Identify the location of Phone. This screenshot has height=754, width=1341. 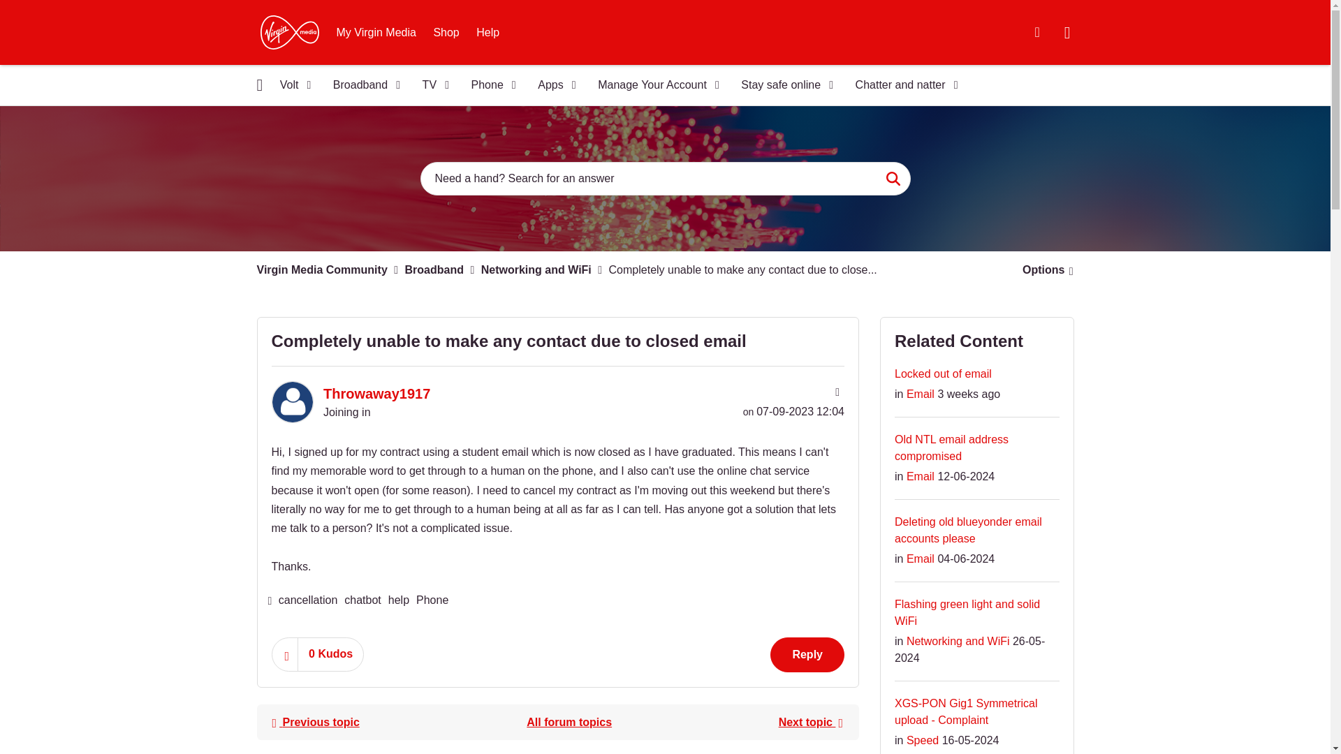
(489, 85).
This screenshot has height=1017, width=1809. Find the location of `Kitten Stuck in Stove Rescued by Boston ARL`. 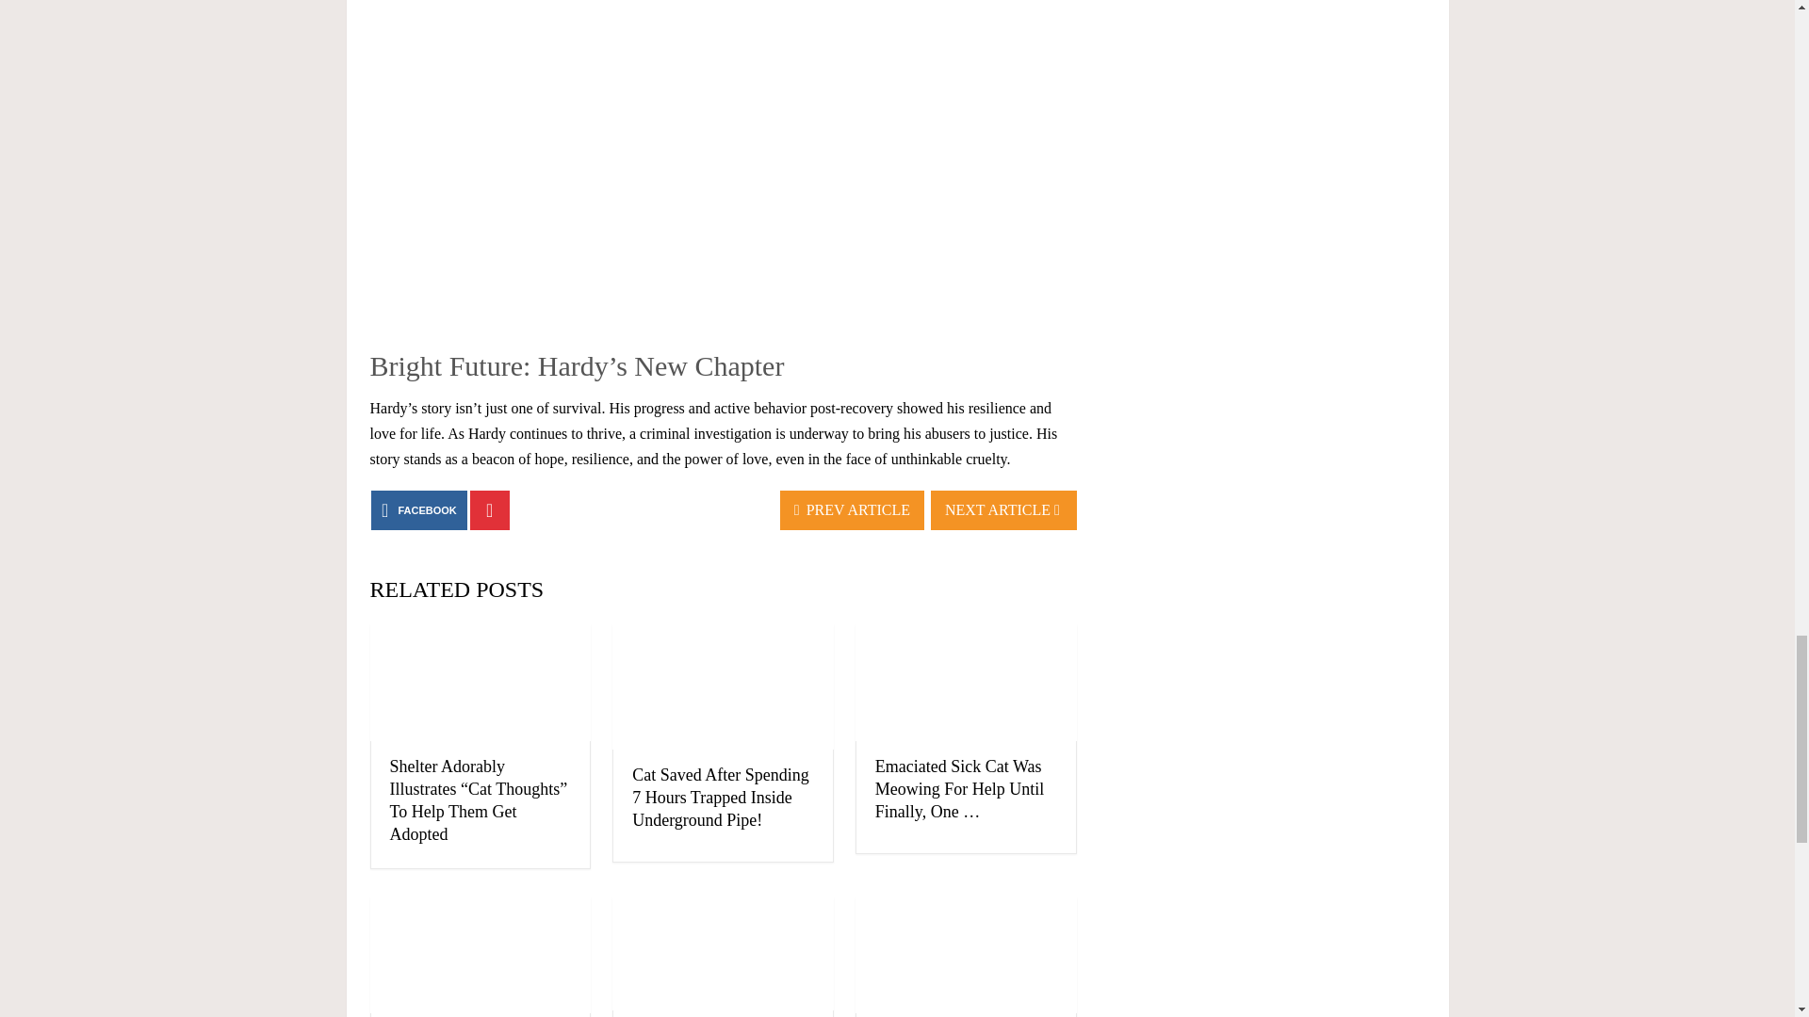

Kitten Stuck in Stove Rescued by Boston ARL is located at coordinates (723, 953).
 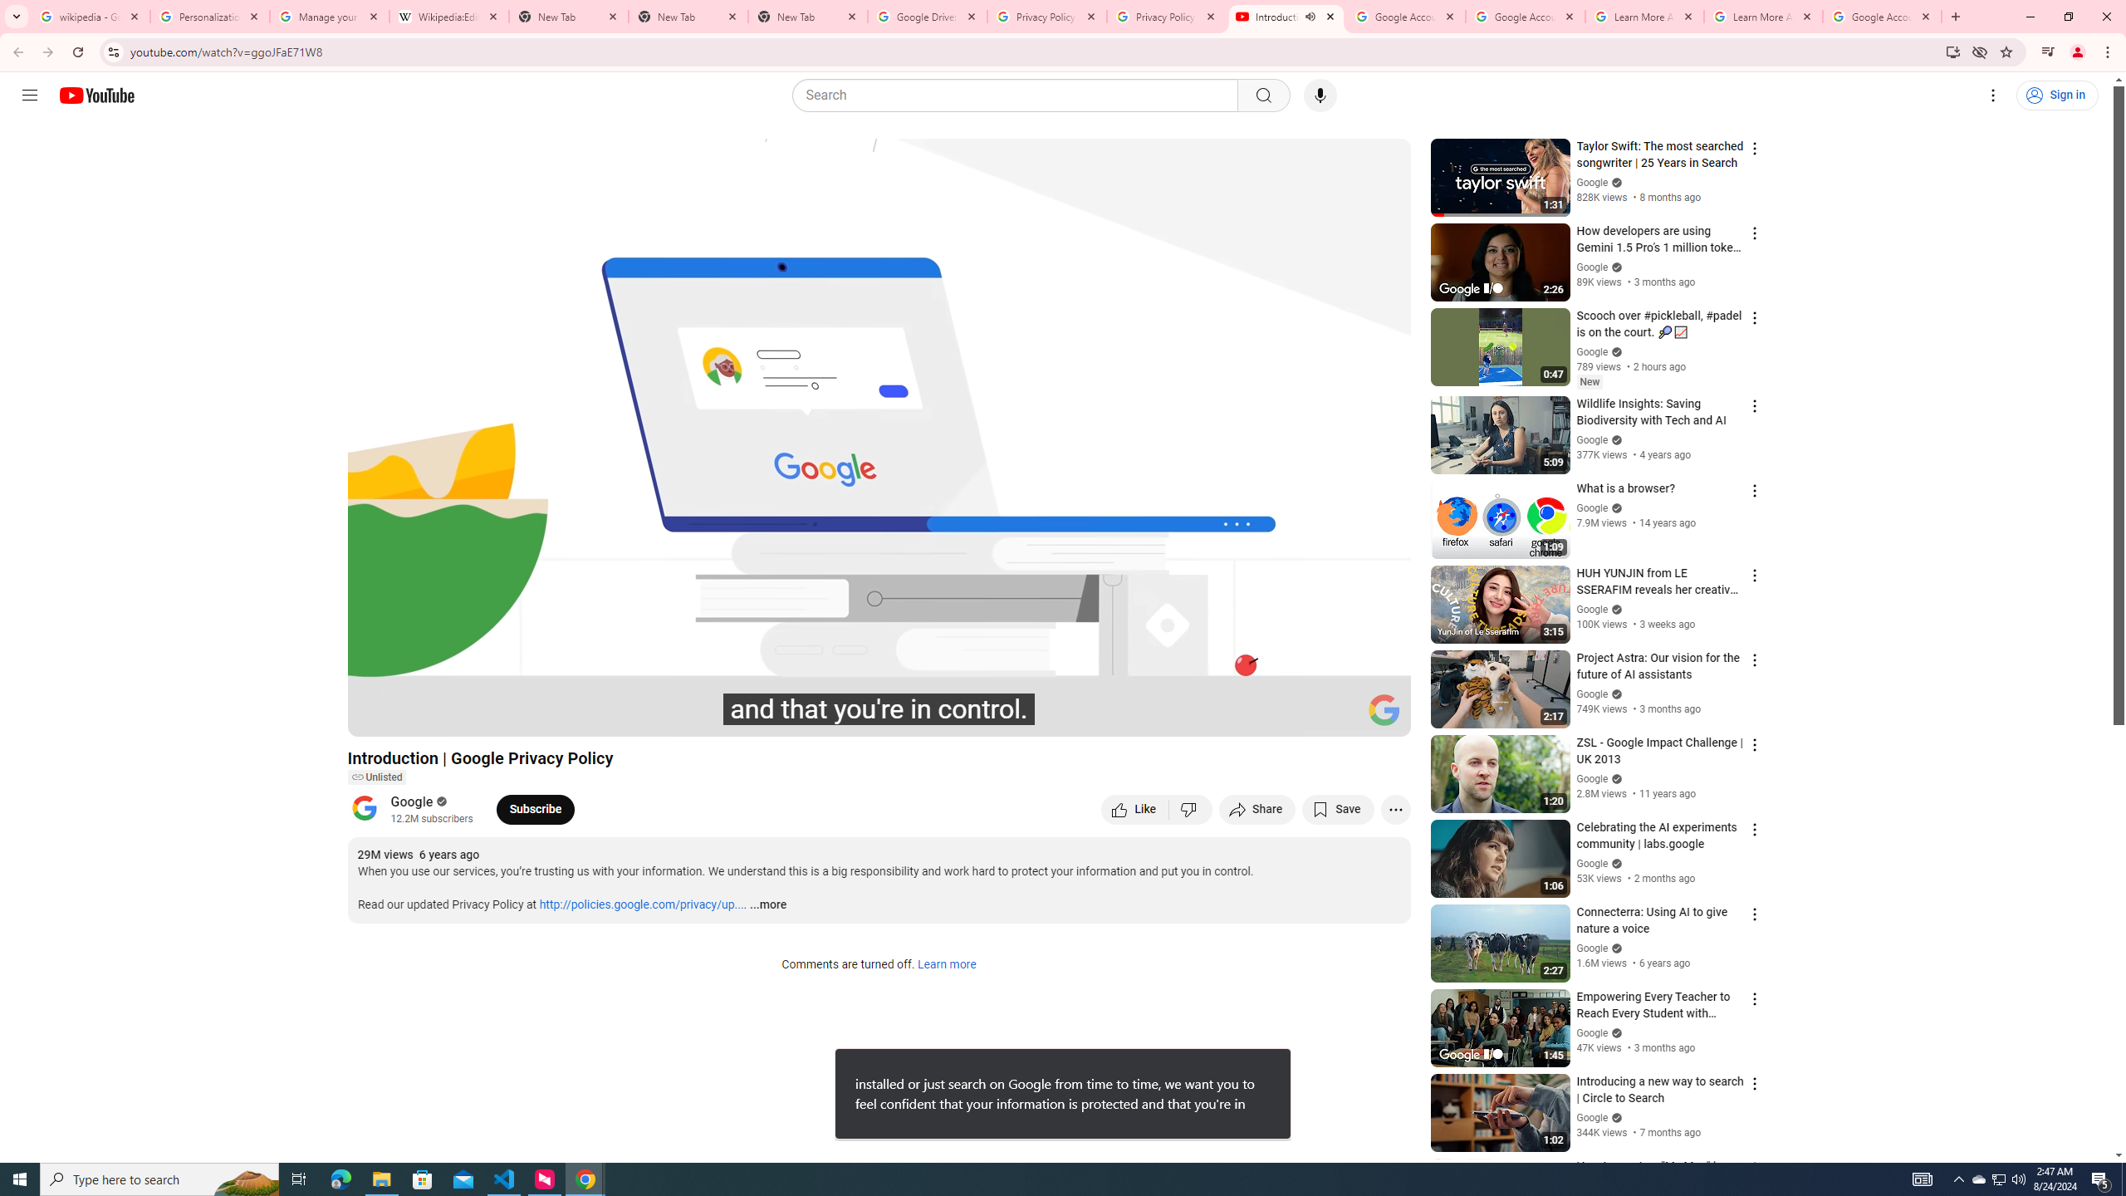 What do you see at coordinates (1341, 717) in the screenshot?
I see `Theater mode (t)` at bounding box center [1341, 717].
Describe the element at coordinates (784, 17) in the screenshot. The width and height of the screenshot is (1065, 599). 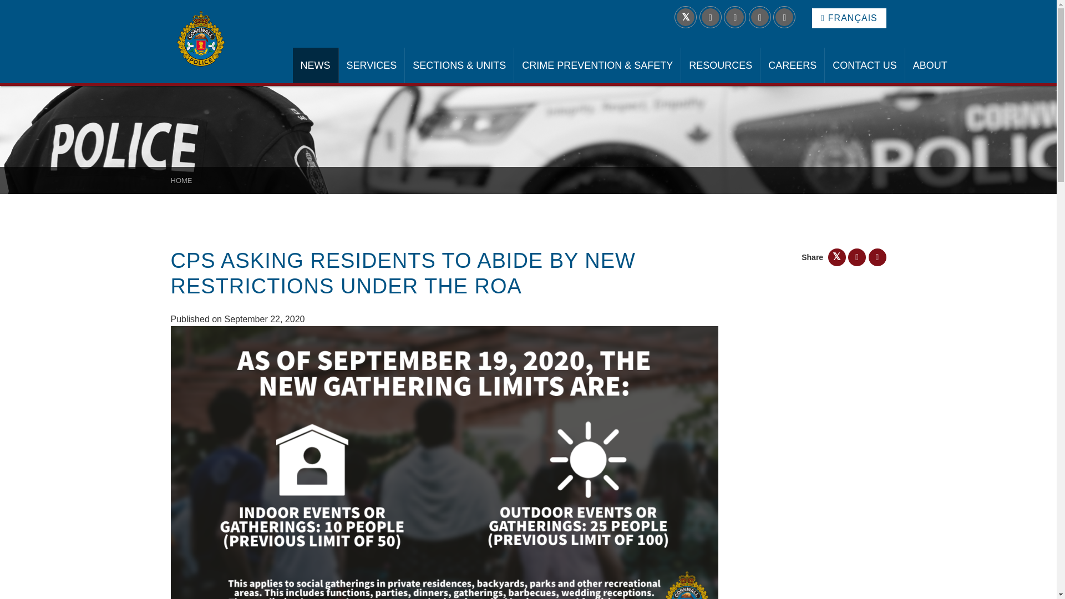
I see `Follow us on YouTube` at that location.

=====

**Work order:** Your answer must be the records above, word for word, with no pictures.

**Answer to the problem:**
Identify the location of Phone. This screenshot has height=754, width=1341. 
(489, 85).
This screenshot has height=1017, width=1809. Find the location of `Kitten Stuck in Stove Rescued by Boston ARL`. 

Kitten Stuck in Stove Rescued by Boston ARL is located at coordinates (723, 953).
  What do you see at coordinates (1341, 717) in the screenshot?
I see `Theater mode (t)` at bounding box center [1341, 717].
Describe the element at coordinates (784, 17) in the screenshot. The width and height of the screenshot is (1065, 599). 
I see `Follow us on YouTube` at that location.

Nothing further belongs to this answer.